Aug 022010
Adm. Mike Mullen, Elaine Wright

Adm. Mike Mullen, the chairman of the Joint Chiefs of Staff, talks with Elaine Wright, who volunteers with the Maryland National Guard's family programs, at the 2010 National Guard Family Program Volunteer Workshop in New Orleans, La., on Aug. 2, 2010. (U.S. Army photo by Staff Sgt. Jim Greenhill) (Released)

By Army Staff Sgt. Jim Greenhill
National Guard Bureau

NEW ORLEANS – Military readiness is directly tied to family readiness, the chairman of the Joint Chiefs of Staff told National Guard family program volunteers here today.

“This is our ninth year at war,” Navy Adm. Mike Mullen said. “We continue at a level that has generated extraordinary results from the best military that I have ever been associated with in some 40-plus years.”

Family support has been a vital ingredient. “We couldn’t be anywhere close to where we are without you,” Mullen said.

The National Guard has transformed since Sept. 11, 2001, Mullen said. “There’s no institution where things have changed more dramatically than in the Guard,” he said. “We would not be anywhere close to where we are in terms of our execution of mission without the Guard and Reserve.”

And like other elements of the armed forces, the Guard has improved its family programs.

Feb 012010

By Army Staff Sgt. Jim Greenhill
National Guard Bureau

ARLINGTON, Va., (2/1/10) – A National Guard that has been vital to national defense for the past eight years will remain an operational force, according to the Department of Defense’s 2010 Quadrennial Defense Review released today.

“Preventing and deterring conflict will likely necessitate the continued use of some elements of the Reserve Component … in an operational capacity well into the future,” the QDR states.

The QDR is a legislatively mandated review of DoD strategy and priorities that occurs every four years.

Defense Secretary Robert M. Gates delivered the 2010 QDR report to Congress today. It is the fourth QDR since the 1997 act that made it mandatory and the second conducted in wartime.

“Over the past eight years, the National Guard and Reserves have consistently demonstrated their readiness and ability to make sustained contributions to ongoing operations,” the QDR states.

“We don’t want to put our National Guard back on the shelf like we’ve done after every major war our nation’s been in,” said Gen. Craig McKinley, the chief of the National Guard Bureau. “We’re going to have a demand on our National Guard for the foreseeable future.”

The National Defense Authorization Act for Fiscal Year 1997, which established the QDR, also required that it be conducted in consultation with the chairman of the Joint Chiefs of Staff.

“We could not have accomplished what we have these past eight years were it not for our Reserve and National Guard forces,” Navy Adm. Michael Mullen wrote in his formal assessment of the QDR.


TASK TO COMPLETE
Wherever "node" occurs in the entries, copy the line that holds it.

=== Section Start ===

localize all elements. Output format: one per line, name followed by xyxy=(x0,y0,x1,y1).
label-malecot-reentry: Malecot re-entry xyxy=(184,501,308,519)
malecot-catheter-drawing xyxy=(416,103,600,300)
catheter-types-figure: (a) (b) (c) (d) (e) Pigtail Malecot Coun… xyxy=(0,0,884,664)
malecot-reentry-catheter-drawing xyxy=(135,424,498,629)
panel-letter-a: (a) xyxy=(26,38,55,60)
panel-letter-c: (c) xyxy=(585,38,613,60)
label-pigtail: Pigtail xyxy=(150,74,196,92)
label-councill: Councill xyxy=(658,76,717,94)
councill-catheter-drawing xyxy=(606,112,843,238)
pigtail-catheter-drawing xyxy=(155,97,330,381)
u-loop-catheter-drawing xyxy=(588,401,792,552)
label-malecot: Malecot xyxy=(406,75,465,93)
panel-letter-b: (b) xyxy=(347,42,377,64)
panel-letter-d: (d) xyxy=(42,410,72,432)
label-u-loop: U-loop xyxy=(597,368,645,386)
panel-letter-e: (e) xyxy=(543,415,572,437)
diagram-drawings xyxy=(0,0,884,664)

=== Section End ===
=== Section Start ===

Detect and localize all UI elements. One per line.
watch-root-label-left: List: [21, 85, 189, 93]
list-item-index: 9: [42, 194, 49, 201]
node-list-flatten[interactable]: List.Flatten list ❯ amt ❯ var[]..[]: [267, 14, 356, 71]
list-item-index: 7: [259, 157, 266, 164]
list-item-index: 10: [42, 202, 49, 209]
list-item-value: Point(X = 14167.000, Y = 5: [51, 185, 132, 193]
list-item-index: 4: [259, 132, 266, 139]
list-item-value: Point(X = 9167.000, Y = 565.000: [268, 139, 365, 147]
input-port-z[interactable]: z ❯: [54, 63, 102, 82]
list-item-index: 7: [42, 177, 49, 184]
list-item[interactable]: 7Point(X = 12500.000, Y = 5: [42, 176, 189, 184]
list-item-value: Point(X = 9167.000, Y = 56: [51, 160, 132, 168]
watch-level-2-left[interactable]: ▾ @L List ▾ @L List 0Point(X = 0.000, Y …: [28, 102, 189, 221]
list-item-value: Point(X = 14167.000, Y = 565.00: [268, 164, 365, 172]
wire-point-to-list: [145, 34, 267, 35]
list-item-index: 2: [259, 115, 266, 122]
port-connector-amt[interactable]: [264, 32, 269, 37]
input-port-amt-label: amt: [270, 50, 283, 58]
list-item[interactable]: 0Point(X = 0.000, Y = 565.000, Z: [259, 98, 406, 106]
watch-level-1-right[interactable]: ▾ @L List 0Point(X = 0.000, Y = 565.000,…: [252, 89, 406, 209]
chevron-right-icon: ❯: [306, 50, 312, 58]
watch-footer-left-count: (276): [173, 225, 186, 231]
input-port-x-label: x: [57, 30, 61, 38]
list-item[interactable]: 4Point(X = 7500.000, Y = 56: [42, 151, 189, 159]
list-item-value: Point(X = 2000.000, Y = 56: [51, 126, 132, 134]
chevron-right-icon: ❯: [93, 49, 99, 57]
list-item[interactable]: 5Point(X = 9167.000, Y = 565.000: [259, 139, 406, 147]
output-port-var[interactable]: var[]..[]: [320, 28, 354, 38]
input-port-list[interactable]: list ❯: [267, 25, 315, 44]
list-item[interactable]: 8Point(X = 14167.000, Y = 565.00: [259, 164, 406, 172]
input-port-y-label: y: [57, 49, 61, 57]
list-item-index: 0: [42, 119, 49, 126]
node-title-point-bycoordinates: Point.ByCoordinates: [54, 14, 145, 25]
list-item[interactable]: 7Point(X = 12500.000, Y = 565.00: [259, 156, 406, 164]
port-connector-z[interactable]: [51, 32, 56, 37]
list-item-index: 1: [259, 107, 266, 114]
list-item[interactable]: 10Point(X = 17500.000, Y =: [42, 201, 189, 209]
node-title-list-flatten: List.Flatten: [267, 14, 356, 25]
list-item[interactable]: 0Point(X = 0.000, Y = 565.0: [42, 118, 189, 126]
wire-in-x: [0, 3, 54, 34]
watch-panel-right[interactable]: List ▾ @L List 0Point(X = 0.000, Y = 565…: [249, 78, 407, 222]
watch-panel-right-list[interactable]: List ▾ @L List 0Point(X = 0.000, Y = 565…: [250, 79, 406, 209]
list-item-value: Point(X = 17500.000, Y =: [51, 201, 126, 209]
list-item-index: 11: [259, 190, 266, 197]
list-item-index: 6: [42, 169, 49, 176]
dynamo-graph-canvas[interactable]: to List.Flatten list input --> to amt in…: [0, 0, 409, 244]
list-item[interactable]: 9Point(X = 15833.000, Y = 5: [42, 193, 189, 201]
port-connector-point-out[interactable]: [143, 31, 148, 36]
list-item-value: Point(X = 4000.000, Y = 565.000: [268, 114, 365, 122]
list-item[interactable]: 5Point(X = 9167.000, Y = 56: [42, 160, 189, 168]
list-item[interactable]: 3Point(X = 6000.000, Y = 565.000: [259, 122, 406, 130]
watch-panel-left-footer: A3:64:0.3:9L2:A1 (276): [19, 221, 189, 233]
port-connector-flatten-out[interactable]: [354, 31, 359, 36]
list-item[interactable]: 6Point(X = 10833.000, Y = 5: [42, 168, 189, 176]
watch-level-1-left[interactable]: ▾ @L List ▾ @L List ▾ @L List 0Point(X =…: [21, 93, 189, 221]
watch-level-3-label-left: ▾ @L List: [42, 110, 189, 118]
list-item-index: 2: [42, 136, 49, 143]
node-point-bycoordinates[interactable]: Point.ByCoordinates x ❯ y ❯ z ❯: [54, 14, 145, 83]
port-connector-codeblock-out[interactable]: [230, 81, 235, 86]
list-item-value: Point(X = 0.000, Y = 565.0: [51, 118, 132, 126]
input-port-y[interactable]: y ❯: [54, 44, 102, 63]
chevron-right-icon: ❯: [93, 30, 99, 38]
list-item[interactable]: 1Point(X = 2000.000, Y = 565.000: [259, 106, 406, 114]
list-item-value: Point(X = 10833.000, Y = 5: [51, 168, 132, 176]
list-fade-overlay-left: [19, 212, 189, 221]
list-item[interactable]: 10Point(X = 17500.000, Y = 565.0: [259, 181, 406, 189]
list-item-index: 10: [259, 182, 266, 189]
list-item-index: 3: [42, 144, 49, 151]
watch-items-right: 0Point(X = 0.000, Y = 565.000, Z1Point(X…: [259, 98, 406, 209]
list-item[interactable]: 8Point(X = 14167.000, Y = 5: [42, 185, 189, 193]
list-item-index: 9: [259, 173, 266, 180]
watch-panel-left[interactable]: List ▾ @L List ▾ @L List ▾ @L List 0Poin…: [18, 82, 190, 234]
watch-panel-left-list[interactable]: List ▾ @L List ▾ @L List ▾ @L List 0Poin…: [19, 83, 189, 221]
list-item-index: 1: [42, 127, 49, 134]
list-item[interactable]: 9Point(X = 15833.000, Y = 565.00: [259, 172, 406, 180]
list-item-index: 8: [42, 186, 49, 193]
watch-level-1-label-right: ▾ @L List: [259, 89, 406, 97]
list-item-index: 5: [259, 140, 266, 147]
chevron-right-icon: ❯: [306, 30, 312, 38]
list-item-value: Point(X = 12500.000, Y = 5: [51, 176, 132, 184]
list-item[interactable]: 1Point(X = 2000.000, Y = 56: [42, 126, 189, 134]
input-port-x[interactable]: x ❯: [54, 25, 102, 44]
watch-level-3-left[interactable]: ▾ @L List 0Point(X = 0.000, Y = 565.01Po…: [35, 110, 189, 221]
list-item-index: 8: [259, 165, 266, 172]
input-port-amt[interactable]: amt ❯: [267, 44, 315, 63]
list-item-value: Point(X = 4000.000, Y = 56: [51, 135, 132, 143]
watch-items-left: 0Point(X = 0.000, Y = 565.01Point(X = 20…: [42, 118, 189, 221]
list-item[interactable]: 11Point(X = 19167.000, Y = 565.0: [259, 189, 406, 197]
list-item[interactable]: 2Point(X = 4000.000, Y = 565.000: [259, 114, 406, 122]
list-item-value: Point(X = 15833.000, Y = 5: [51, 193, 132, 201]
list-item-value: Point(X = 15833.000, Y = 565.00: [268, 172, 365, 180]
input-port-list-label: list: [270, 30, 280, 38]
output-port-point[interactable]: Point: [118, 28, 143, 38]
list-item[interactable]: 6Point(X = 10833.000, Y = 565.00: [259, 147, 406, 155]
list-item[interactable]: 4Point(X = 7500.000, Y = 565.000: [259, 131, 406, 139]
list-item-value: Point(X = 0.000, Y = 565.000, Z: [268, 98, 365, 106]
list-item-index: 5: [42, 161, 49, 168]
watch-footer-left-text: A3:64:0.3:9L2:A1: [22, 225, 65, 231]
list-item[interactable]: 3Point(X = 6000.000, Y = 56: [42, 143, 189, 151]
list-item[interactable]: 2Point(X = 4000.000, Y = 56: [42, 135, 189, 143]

=== Section End ===

ANSWER FOR THIS EXERCISE
node-list-flatten[interactable]: List.Flatten list ❯ amt ❯ var[]..[]: [267, 14, 356, 71]
node-title-point-bycoordinates: Point.ByCoordinates: [54, 14, 145, 25]
node-title-list-flatten: List.Flatten: [267, 14, 356, 25]
node-point-bycoordinates[interactable]: Point.ByCoordinates x ❯ y ❯ z ❯: [54, 14, 145, 83]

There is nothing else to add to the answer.